Now I am a member of Mt Hollywood Congregational United Church of Christ here in Los Angeles. We recently sold our building, and now we rent a beautiful worship space in the nearby Hollywood Lutheran Church. With the sale of the church building, we lost our beloved belfry bell. So I mounted the other artillery shell casing on a moveable frame and placed it in our new sanctuary.
This past week, at a conference at Esalen Institute on peacemaking among the Abrahamic faiths, a group of activists, scholars, and media producers gathered to consider how to turn swords into plowshares. One of the attendees, Mohammed Dajani, is a Palestinian scholar and activist from Jerusalem. He founded a movement called Wasatia - moderation - pressing for moderation, compromise, tolerance, and democratic values in all religions and cultures. I asked him, "How do you get people excited about moderation?" He laughed and said "We need help with that!" Blowing up a bomb made with a pressure cooker gets more people excited than building a beverage steamer out of it. The explosives in an artillery shell make a lot bigger bang than the lovely ringing sound of the shell casing being struck with a wooden mallet in a church. But really, what's more impressive? Any disaffected person can kill people with fireworks and a piece of common kitchenware. But it takes high art, phenomenal patience, and astounding self-control to achieve peace after a long and bitter conflict like the one between Israel and Palestine.

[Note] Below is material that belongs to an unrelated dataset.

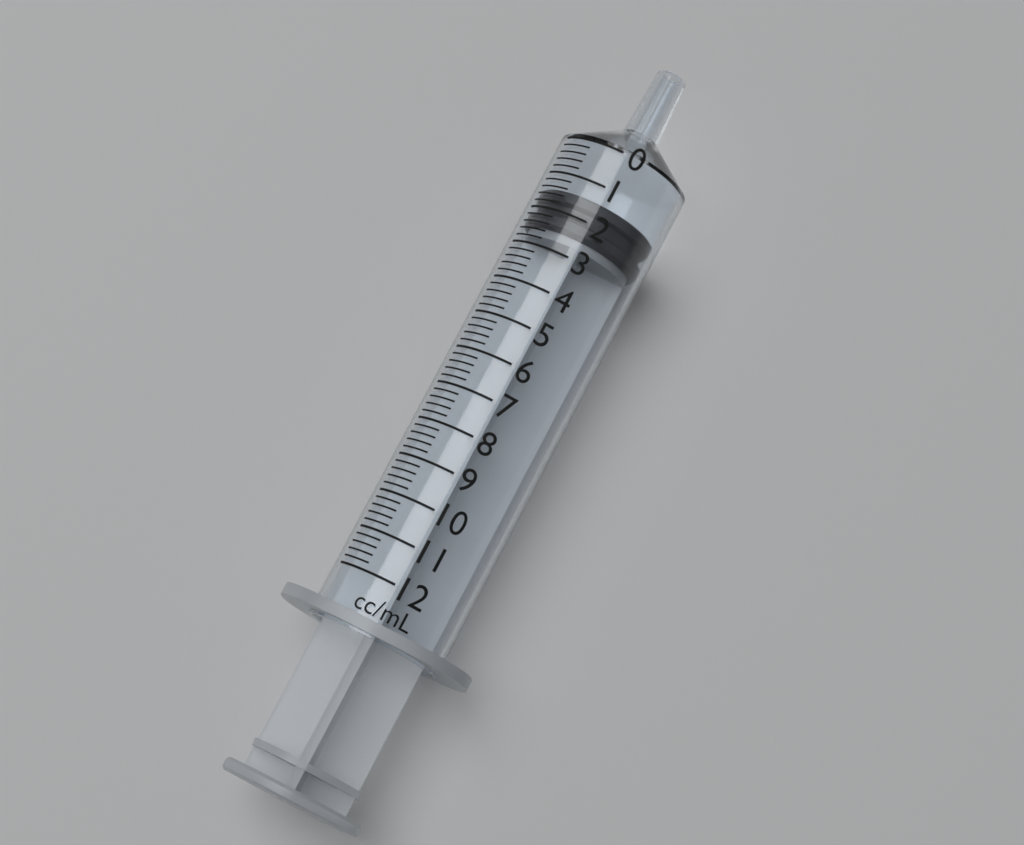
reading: 1.4 ml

It can be done. Think of Abraham Lincoln's second inaugural address, in which he invoked "malice toward none, with charity for all". He interpreted the Civil War as the wrath of God on all of America, north and south, for the shared national crime of slavery. He invoked the "civil religion" of America - a simple, non-dogmatic expression of humility before God as the underpinning of our democracy - to lay the moral and spiritual basis for the peaceful reconstruction of the country. With soulful persuasion he fired the furnace in which swords could be beaten into plowshares, bombshells into church bells, pressure cookers into espresso machines.
Calling all artists, musicians, poets, photographers, graphic designers, filmmakers, social media wonks! We need creativity to fire the moral imagination, in order to magnetize humanity toward a future of reconciliation and economic and social justice. The power of peer pressure that seduced the younger of the two Boston bombers must be steered toward the glorious challenge of making this world more peaceful and compassionate. It has been done, and it can and must be done again.
The Rev. Jim Burklo is Associate Dean of Religious Life at the University of Southern California. He blogs at Musings and his latest book is Hitchhiking to Alaska: The Way of Soulful Service.